A female Antarctic fur seal with her newborn pupJAUME FORCADAThe influence of climate change is already apparent in the genomes of Antarctic fur seals (Arctocephalus gazella) living in the southern Atlantic Ocean, according to a study published today (July 23) in Nature. Female seals with high heterozygosity—genetic variation between chromosome pairs—are more likely to join the breeding pool and to breed successfully than are more genetically homogeneous females. These traits are tied to the fluctuating supplies of the tiny krill that the seals eat. But they will not protect the animals as the climate continues to change, as they are not heritable, researchers report. Heterozygosity in breeding females has increased even as the fur seal population and birth weight have declined.

Ecological geneticist Ary Hoffmann of the University of Melbourne in Australia noted that previous work has shown that heterozygous animals typically have an advantage,...

“Not many studies have analyzed the consequences of ongoing climate change on patterns of genetic variability, and I think that this study constitutes an unprecedented contribution [in] this respect,” Joaquín Ortego, an evolutionary biologist at the Doñana Biological Station in Spain, wrote in an e-mail to The Scientist.

Researchers have been monitoring fur seals on the island of South Georgia for more than 30 years. Antarctic fur seals nearly went extinct in 19th century when hunters killed many for their fur. The population rebounded since then, but now seems to be falling again. The number of breeding female seals since the1980s has fallen by around one-quarter.

This observed decline in breeding female seals goes hand in hand with climate conditions, researchers have found. Since the 1990s, the Southern Annular Mode (SAM), a climatic pattern in the southern hemisphere, has been changing in ways that reduce the population of the krill that the seals eat.

As food availability-related stress has grown over the years, the birth weight of female pups has decreased. Meanwhile, the weight and age of breeding females grew compared to females that never made it into the breeding population.

A pair of investigators at the University of Bielefeld in Germany and the British Antarctic Survey measured heterozygosity in female seals by sequencing nine bits of repeating DNA called microsatellites. To validate the ability of the markers to represent variability more generally, the researchers also looked at 101 additional markers—single nucleotide polymorphisms (SNPs)—in some of the animals.

They found that, especially in years when climate was poor and krill were scarce, only the most heterozygous females entered the breeding population. The females with little internal genetic diversity were more likely to die before reaching breeding age.

“As the climate has gotten progressively worse, locally reducing food availability, then selection has gotten stronger and stronger on the seals,” said study coauthor Joseph Hoffman, a population geneticist at Bielefeld.

While heterozygosity seems to make females more resilient, they do not transmit this trait to their pups. “The sad thing, in a sense, is that these females that are really fit are not going to pass on their increased fitness to their offspring,” Ary Hoffmann noted.

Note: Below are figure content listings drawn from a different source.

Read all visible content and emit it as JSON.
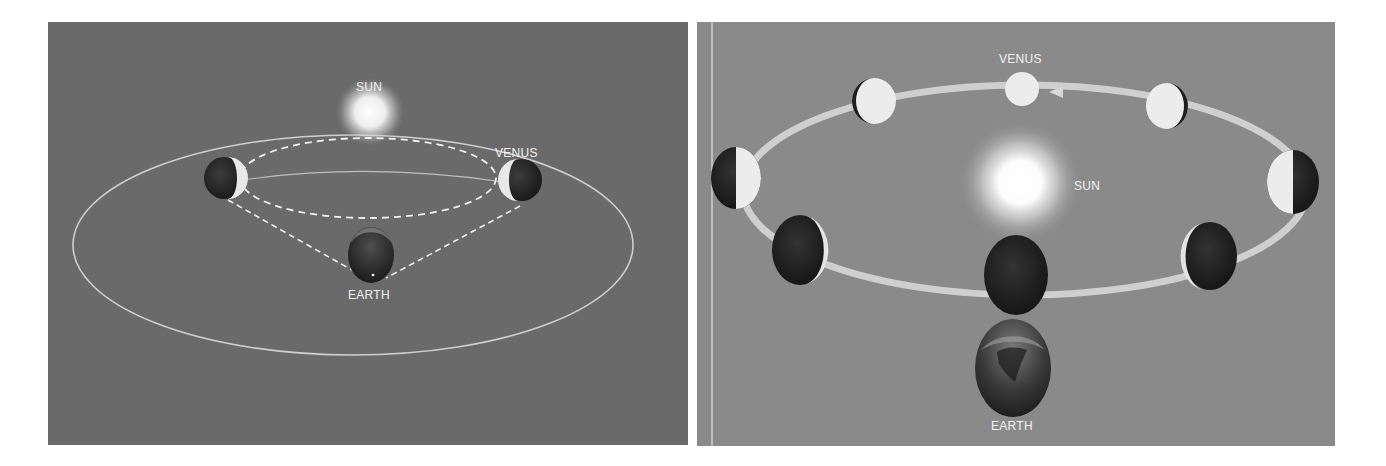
{
  "figure": {
    "panels": [
      {
        "id": "left",
        "description": "Geometry of Venus's orbit relative to Earth, showing the lines of sight from Earth to Venus at its extreme positions",
        "labels": {
          "sun": "SUN",
          "venus": "VENUS",
          "earth": "EARTH"
        },
        "elements": [
          "sun",
          "venus-orbit (dashed)",
          "earth-orbit (solid)",
          "venus-left-crescent",
          "venus-right-crescent",
          "earth",
          "sightlines (dashed)"
        ]
      },
      {
        "id": "right",
        "description": "Phases of Venus as it orbits the Sun, viewed from Earth",
        "labels": {
          "sun": "SUN",
          "venus": "VENUS",
          "earth": "EARTH"
        },
        "orbit_direction": "counterclockwise (arrow pointing left at top)",
        "venus_phases": [
          "full",
          "gibbous-waning",
          "half-lit-right",
          "crescent",
          "new",
          "crescent",
          "half-lit-left",
          "gibbous-waxing"
        ]
      }
    ],
    "colors": {
      "left_background": "#6a6a6a",
      "right_background": "#8a8a8a",
      "orbit_line": "#d8d8d8",
      "planet_dark": "#262626",
      "planet_lit": "#eeeeee",
      "label_text": "#f2f2f2"
    }
  }
}
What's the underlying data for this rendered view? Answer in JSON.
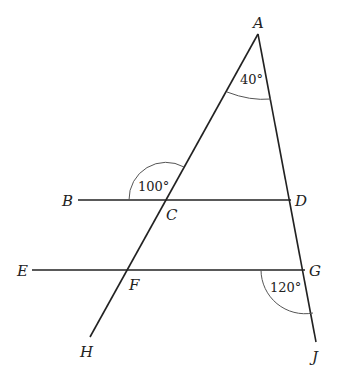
{
  "diagram": {
    "type": "geometry",
    "points": {
      "A": {
        "label": "A",
        "x": 258,
        "y": 34
      },
      "B": {
        "label": "B",
        "x": 78,
        "y": 200
      },
      "C": {
        "label": "C",
        "x": 166,
        "y": 200
      },
      "D": {
        "label": "D",
        "x": 290,
        "y": 200
      },
      "E": {
        "label": "E",
        "x": 32,
        "y": 270
      },
      "F": {
        "label": "F",
        "x": 127,
        "y": 270
      },
      "G": {
        "label": "G",
        "x": 305,
        "y": 270
      },
      "H": {
        "label": "H",
        "x": 90,
        "y": 337
      },
      "J": {
        "label": "J",
        "x": 316,
        "y": 342
      }
    },
    "segments": [
      "A-H",
      "A-J",
      "B-D",
      "E-G"
    ],
    "angles": [
      {
        "vertex": "A",
        "value": "40°"
      },
      {
        "vertex": "C",
        "value": "100°"
      },
      {
        "vertex": "G",
        "value": "120°"
      }
    ]
  }
}
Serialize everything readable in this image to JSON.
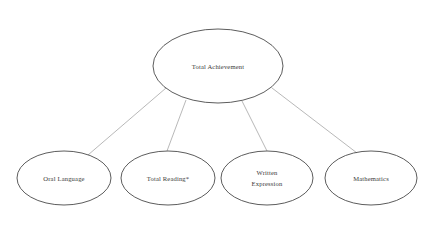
{
  "diagram": {
    "type": "hierarchy",
    "title_node": {
      "id": "total-achievement",
      "label": "Total Achievement",
      "cx": 218,
      "cy": 66,
      "rx": 65,
      "ry": 37
    },
    "child_nodes": [
      {
        "id": "oral-language",
        "label": "Oral Language",
        "lines": [
          "Oral Language"
        ],
        "cx": 64,
        "cy": 178,
        "rx": 47,
        "ry": 27
      },
      {
        "id": "total-reading",
        "label": "Total Reading*",
        "lines": [
          "Total Reading*"
        ],
        "footnote_marker": "*",
        "cx": 168,
        "cy": 178,
        "rx": 47,
        "ry": 27
      },
      {
        "id": "written-expression",
        "label": "Written Expression",
        "lines": [
          "Written",
          "Expression"
        ],
        "cx": 267,
        "cy": 178,
        "rx": 46,
        "ry": 27
      },
      {
        "id": "mathematics",
        "label": "Mathematics",
        "lines": [
          "Mathematics"
        ],
        "cx": 371,
        "cy": 178,
        "rx": 46,
        "ry": 27
      }
    ],
    "connectors": [
      {
        "id": "link-total-achievement-oral-language",
        "from": "total-achievement",
        "to": "oral-language",
        "x1": 166,
        "y1": 88,
        "x2": 88,
        "y2": 155
      },
      {
        "id": "link-total-achievement-total-reading",
        "from": "total-achievement",
        "to": "total-reading",
        "x1": 186,
        "y1": 100,
        "x2": 167,
        "y2": 151
      },
      {
        "id": "link-total-achievement-written-expression",
        "from": "total-achievement",
        "to": "written-expression",
        "x1": 242,
        "y1": 101,
        "x2": 267,
        "y2": 151
      },
      {
        "id": "link-total-achievement-mathematics",
        "from": "total-achievement",
        "to": "mathematics",
        "x1": 272,
        "y1": 88,
        "x2": 357,
        "y2": 153
      }
    ],
    "colors": {
      "node_stroke": "#4a4a4a",
      "connector_stroke": "#9a9a9a",
      "text": "#3a3a3a",
      "background": "#ffffff"
    }
  }
}
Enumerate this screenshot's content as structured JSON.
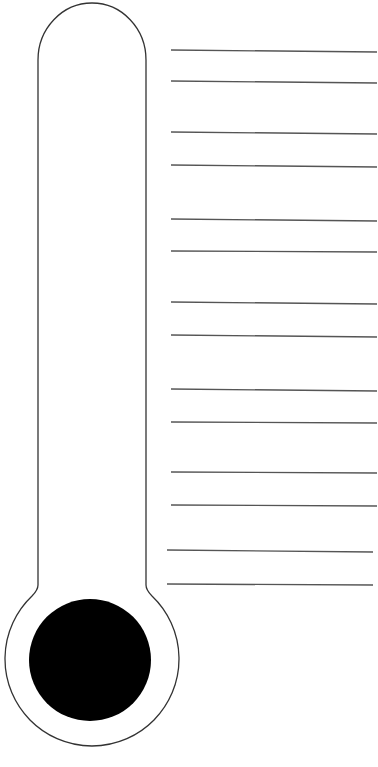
{
  "worksheet": {
    "type": "goal-thermometer",
    "colors": {
      "outline": "#333333",
      "bulb_fill": "#000000",
      "rule_line": "#555555",
      "background": "#ffffff"
    },
    "rule_lines": [
      {
        "y1": 50,
        "y2": 52
      },
      {
        "y1": 81,
        "y2": 83
      },
      {
        "y1": 132,
        "y2": 134
      },
      {
        "y1": 165,
        "y2": 167
      },
      {
        "y1": 219,
        "y2": 221
      },
      {
        "y1": 251,
        "y2": 252
      },
      {
        "y1": 302,
        "y2": 304
      },
      {
        "y1": 335,
        "y2": 337
      },
      {
        "y1": 389,
        "y2": 391
      },
      {
        "y1": 422,
        "y2": 423
      },
      {
        "y1": 472,
        "y2": 473
      },
      {
        "y1": 505,
        "y2": 506
      },
      {
        "y1": 550,
        "y2": 552
      },
      {
        "y1": 584,
        "y2": 585
      }
    ],
    "caption": ""
  }
}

The researchers do not have a full understanding of exactly why heterozygosity seems to give the female breeding seals such an advantage. The likeliest explanation is that heterozygosity is a sign of reduced inbreeding. Genetic variety has long been shown to help other animals to respond to unexpected or variable conditions.

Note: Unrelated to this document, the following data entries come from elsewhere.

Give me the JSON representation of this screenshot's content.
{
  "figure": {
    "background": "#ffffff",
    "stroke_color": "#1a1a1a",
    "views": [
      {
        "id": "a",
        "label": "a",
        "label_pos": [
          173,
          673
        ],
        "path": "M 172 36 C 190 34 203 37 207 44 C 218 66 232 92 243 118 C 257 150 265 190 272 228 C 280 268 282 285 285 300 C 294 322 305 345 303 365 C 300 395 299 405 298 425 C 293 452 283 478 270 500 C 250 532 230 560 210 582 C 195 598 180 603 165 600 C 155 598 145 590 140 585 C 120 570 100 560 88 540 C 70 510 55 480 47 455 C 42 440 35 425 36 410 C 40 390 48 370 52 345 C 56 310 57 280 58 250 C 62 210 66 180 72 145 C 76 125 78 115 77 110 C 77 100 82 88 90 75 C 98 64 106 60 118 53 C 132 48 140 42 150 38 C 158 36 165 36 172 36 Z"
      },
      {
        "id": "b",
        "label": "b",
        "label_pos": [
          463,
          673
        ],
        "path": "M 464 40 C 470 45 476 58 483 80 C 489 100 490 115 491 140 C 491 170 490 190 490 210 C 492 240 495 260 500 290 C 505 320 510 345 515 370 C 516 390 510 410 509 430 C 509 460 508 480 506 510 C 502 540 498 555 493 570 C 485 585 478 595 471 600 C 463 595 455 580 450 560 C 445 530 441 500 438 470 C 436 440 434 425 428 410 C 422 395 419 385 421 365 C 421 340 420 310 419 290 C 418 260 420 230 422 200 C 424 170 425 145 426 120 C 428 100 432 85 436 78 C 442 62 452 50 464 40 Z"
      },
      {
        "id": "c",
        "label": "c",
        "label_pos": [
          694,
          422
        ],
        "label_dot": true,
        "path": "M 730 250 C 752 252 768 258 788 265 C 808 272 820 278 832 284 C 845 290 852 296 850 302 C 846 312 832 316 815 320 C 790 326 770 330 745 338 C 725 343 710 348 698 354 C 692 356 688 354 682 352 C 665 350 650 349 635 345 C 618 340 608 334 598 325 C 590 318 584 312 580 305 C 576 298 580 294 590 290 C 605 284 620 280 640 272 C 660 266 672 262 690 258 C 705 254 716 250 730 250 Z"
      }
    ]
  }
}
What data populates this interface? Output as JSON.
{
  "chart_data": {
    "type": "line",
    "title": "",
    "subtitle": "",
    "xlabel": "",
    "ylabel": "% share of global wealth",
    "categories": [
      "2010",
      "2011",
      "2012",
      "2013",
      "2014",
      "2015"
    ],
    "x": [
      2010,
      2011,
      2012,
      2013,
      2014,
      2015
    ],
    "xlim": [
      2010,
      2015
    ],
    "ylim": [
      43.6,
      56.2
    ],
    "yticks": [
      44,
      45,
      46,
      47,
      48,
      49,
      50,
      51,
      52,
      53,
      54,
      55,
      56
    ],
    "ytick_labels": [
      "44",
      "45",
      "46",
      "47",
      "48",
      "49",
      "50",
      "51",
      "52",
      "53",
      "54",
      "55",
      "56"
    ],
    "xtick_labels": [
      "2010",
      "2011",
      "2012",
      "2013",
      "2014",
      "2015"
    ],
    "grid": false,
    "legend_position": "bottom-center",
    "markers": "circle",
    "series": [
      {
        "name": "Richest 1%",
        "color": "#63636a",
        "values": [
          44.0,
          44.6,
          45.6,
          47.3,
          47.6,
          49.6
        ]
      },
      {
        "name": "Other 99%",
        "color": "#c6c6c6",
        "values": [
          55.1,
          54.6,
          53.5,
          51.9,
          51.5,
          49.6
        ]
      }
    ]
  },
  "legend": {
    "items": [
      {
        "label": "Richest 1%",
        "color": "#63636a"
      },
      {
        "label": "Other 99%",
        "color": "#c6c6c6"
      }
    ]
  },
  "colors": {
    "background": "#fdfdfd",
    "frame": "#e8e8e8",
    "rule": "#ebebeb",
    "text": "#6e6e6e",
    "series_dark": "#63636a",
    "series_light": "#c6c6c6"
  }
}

Hoffman said that his team next plans to sequence many more markers throughout the seal genomes, in order to pinpoint where heterozygosity seems most important. He speculated that heterozygosity may be especially important in genome regions encoding pathogen recognition molecules like the major histocompatibility complex, which helps recognize a diverse set of threats.

The authors speculated that the selection for heterozygous female seals may allow the seals to maintain genetic diversity population-wide, even as their overall numbers fall. Genetic diversity makes it more likely that populations will be able to respond to changing conditions.

Still, this continued genetic diversity will only buy the fur seals time to adapt to current climate change, the researchers said. Without heritable genetic changes that allow the seals to cope with their altered world, the population will continue to decline.

“Heterozygote breeding advantage is buffering the expected loss of genetic diversity,” said Ortego. “This can help to maintain the evolutionary potential of the species and ensure population viability in the short-medium term at least, until the demographic decline reduces census size below a threshold that makes the population to go inevitably extinct.”

J. Forcada and J.I. Hoffman, “Climate change selects for heterozygosity in a declining fur seal population,” Nature, 511:462-5, 2014.